The story begins the same each time: Leavelle didn't even have an assignment when Kennedy's motorcade came through Dallas.

But once word reached police headquarters that Kennedy had been shot, Leavelle made his way to the Texas School Book Depository to collect statements. He wasn't there long before hearing on a police radio that an officer had been shot in the nearby neighborhood of Oak Cliff.

The detective volunteered immediately to investigate. The death of Dallas police officer J.D. Tippit — who Oswald shot after fleeing downtown following the assassination — later put Oswald in an interrogation room with Leavelle.

The two didn't get much time together. At least not until two days later, when Leavelle escorted Oswald out of Dallas police headquarters to be taken to the county jail.

Dozens of threats on Oswald's life had poured in. Before stepping out into a crowded basement of reporters, Leavelle took out his handcuffs and locked one cuff on his left forearm. The other he snapped on Oswald's right wrist.

Joke made Oswald smile
"I said to Lee, if someone shoots at you, I hope they're as good a shot as you are," Leavelle said. "He smiled. I think it was the only time he did."
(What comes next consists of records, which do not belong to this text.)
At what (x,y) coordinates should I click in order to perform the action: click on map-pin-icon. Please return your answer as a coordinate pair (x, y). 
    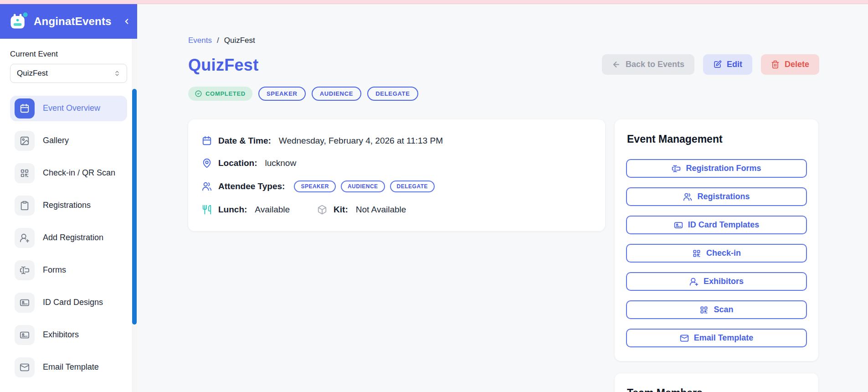
    Looking at the image, I should click on (207, 163).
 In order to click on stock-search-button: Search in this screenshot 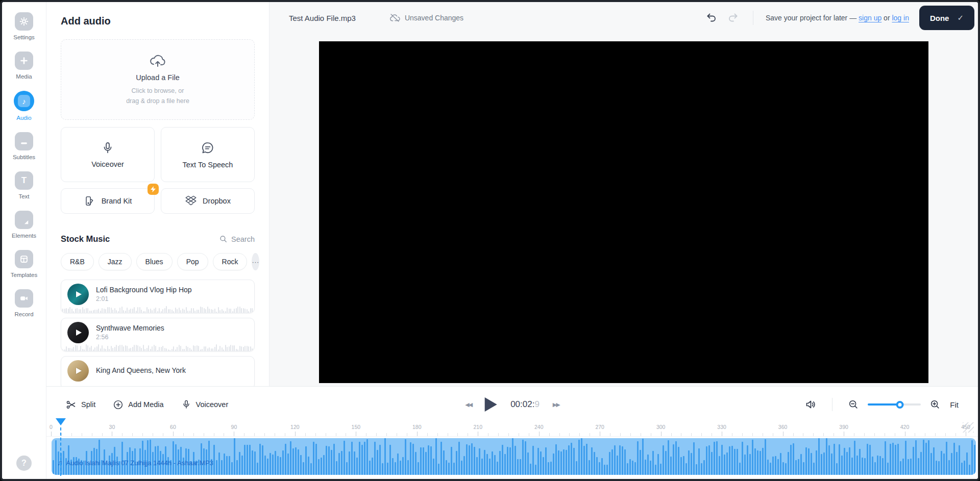, I will do `click(237, 239)`.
Leavelle saw the gun in Ruby's hand right away. He tried to jerk Oswald behind him, but that wound up only exposing Oswald's body even more. Later, he was able to move the bullet lodged under Oswald's skin with his finger.

Leavelle doesn't believe in conspiracy theories. He said the number of people who claimed to have been on the grassy knoll when Kennedy was shot could fill the Cotton Bowl. And his ready quip about the photo? "I started to ask them to take it over. I didn't like the look of it."

He usually does television interviews in the five- and 10-year anniversaries of the assassination, including some overseas. Fewer requests came this year. But Leavelle knows why they always ask.

"The American people like a mystery," Leavelle said. "They don't like anything cut-and-dry."